This is a really useful way of looking at deep neural networks. An extension to non-ReLU activation functions would be interesting, although for most, I feel that the only difference would be to make the boundaries between polytopes smooth (e.g., with Swish or GELU) or to make it so affine transformations only occur near the boundaries (e.g., with sigmoid, tanh, or tent).
Notice that outside of the inner sphere of polytopes, there will inevitably be an infinite region of unbounded polytopes, where the “leftover” affine transformations continue on to more extreme values forever. This may be a source of adversarial examples, where the network reaches very high confidence in predicting the wrong class with even seemingly small perturbations. I imagine that a lot of adversarial training involves tamping down these unbounded polytopes. Maybe constraining all neurons to output 0 when the input goes too far out of distribution would solve this.
Extending the polytope lens to Swish or GELU activation functions is, fortunately, the subject of a paper by Baleistriero & Baraniuk (2018) https://arxiv.org/abs/1810.09274
We wrote a few sentence about this at the end of Appendix C:
“In summary—smooth activation functions must be represented with a probabilistic spline code rather than a one-hot binary code. The corresponding affine transformation at the input point is then a linear interpolation of the entire set of affine transformations, weighted by the input point’s probability of belonging to each region.”
RE adversarial examples:
It certainly seems possible that adversarial examples might arise from polytopes far from the origin. My intuition for this is that some small norm perturbations will happen to be in directions that cross lots of polytope boundaries, which means that later activations will be in quite different directions. This is somewhat tautological, though, given the definition of polytope boundaries is literally defined by neurons turning on and off.
We hypothesize that adversarial attacks exploit the open space risk of classic monotonic activation functions. This paper introduces the tent activation function with bounded open space risk and shows that tents make deep learning models more robust to adversarial attacks. We demonstrate on the MNIST dataset that a classifier with tents yields an average accuracy of 91.8% against six white-box adversarial attacks, which is more than 15 percentage points above the state of the art.
Basically, causing all unbounded polytopes to have a zero-affine-transformation at extreme values improves adversarial robustness.
By the way, although the tent activation function prevents monotonic growth in the direction perpendicular to the decision hyperplane, I haven’t heard of any activation function that prevents the neuron from being active when the input goes too far out of distribution in a direction parallel to the hyperplane. It might be interesting to explore that angle.
This is a really useful way of looking at deep neural networks. An extension to non-ReLU activation functions would be interesting, although for most, I feel that the only difference would be to make the boundaries between polytopes smooth (e.g., with Swish or GELU) or to make it so affine transformations only occur near the boundaries (e.g., with sigmoid, tanh, or tent).
Notice that outside of the inner sphere of polytopes, there will inevitably be an infinite region of unbounded polytopes, where the “leftover” affine transformations continue on to more extreme values forever. This may be a source of adversarial examples, where the network reaches very high confidence in predicting the wrong class with even seemingly small perturbations. I imagine that a lot of adversarial training involves tamping down these unbounded polytopes. Maybe constraining all neurons to output 0 when the input goes too far out of distribution would solve this.
Thanks for your comment!
RE non-ReLU activation functions:
Extending the polytope lens to Swish or GELU activation functions is, fortunately, the subject of a paper by Baleistriero & Baraniuk (2018) https://arxiv.org/abs/1810.09274
We wrote a few sentence about this at the end of Appendix C:
“In summary—smooth activation functions must be represented with a probabilistic spline code rather than a one-hot binary code. The corresponding affine transformation at the input point is then a linear interpolation of the entire set of affine transformations, weighted by the input point’s probability of belonging to each region.”
RE adversarial examples:
It certainly seems possible that adversarial examples might arise from polytopes far from the origin. My intuition for this is that some small norm perturbations will happen to be in directions that cross lots of polytope boundaries, which means that later activations will be in quite different directions. This is somewhat tautological, though, given the definition of polytope boundaries is literally defined by neurons turning on and off.
Here is a paper that addresses using activation functions that bound the so-called “open space”:
Improved Adversarial Robustness by Reducing Open Space Risk via Tent Activations
According to the paper:
Basically, causing all unbounded polytopes to have a zero-affine-transformation at extreme values improves adversarial robustness.
By the way, although the tent activation function prevents monotonic growth in the direction perpendicular to the decision hyperplane, I haven’t heard of any activation function that prevents the neuron from being active when the input goes too far out of distribution in a direction parallel to the hyperplane. It might be interesting to explore that angle.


_Exercise directions_:
Here is a listing. Set it down again exactly.

(Excerpted records)

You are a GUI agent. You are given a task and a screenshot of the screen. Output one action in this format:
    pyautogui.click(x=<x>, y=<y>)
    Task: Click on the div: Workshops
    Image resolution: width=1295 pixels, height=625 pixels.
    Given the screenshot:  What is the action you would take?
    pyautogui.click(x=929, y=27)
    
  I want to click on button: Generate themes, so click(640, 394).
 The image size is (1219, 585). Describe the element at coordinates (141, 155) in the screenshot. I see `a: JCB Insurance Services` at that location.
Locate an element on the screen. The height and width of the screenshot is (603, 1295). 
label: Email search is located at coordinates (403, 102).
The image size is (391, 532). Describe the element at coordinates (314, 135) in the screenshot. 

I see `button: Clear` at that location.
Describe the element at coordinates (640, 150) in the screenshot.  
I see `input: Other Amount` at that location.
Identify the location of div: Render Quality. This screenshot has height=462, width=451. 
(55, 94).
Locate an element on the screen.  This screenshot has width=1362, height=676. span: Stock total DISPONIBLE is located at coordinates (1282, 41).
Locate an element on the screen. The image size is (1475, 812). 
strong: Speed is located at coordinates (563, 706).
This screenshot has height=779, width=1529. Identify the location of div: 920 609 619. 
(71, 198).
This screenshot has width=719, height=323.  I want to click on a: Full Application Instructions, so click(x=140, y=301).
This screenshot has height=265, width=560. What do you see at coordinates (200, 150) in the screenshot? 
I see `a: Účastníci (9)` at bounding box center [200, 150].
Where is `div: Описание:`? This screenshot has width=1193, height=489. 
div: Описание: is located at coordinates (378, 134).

(End Excerpted records)

_Output of the exercise_:
You are a GUI agent. You are given a task and a screenshot of the screen. Output one action in this format:
    pyautogui.click(x=<x>, y=<y>)
    Task: Click on the div: Workshops
    Image resolution: width=1295 pixels, height=625 pixels.
    Given the screenshot:  What is the action you would take?
    pyautogui.click(x=929, y=27)
    
  I want to click on button: Generate themes, so click(640, 394).
 The image size is (1219, 585). Describe the element at coordinates (141, 155) in the screenshot. I see `a: JCB Insurance Services` at that location.
Locate an element on the screen. The height and width of the screenshot is (603, 1295). 
label: Email search is located at coordinates (403, 102).
The image size is (391, 532). Describe the element at coordinates (314, 135) in the screenshot. 

I see `button: Clear` at that location.
Describe the element at coordinates (640, 150) in the screenshot.  
I see `input: Other Amount` at that location.
Identify the location of div: Render Quality. This screenshot has height=462, width=451. 
(55, 94).
Locate an element on the screen.  This screenshot has width=1362, height=676. span: Stock total DISPONIBLE is located at coordinates (1282, 41).
Locate an element on the screen. The image size is (1475, 812). 
strong: Speed is located at coordinates (563, 706).
This screenshot has height=779, width=1529. Identify the location of div: 920 609 619. 
(71, 198).
This screenshot has width=719, height=323.  I want to click on a: Full Application Instructions, so click(x=140, y=301).
This screenshot has height=265, width=560. What do you see at coordinates (200, 150) in the screenshot? 
I see `a: Účastníci (9)` at bounding box center [200, 150].
Where is `div: Описание:`? This screenshot has width=1193, height=489. 
div: Описание: is located at coordinates (378, 134).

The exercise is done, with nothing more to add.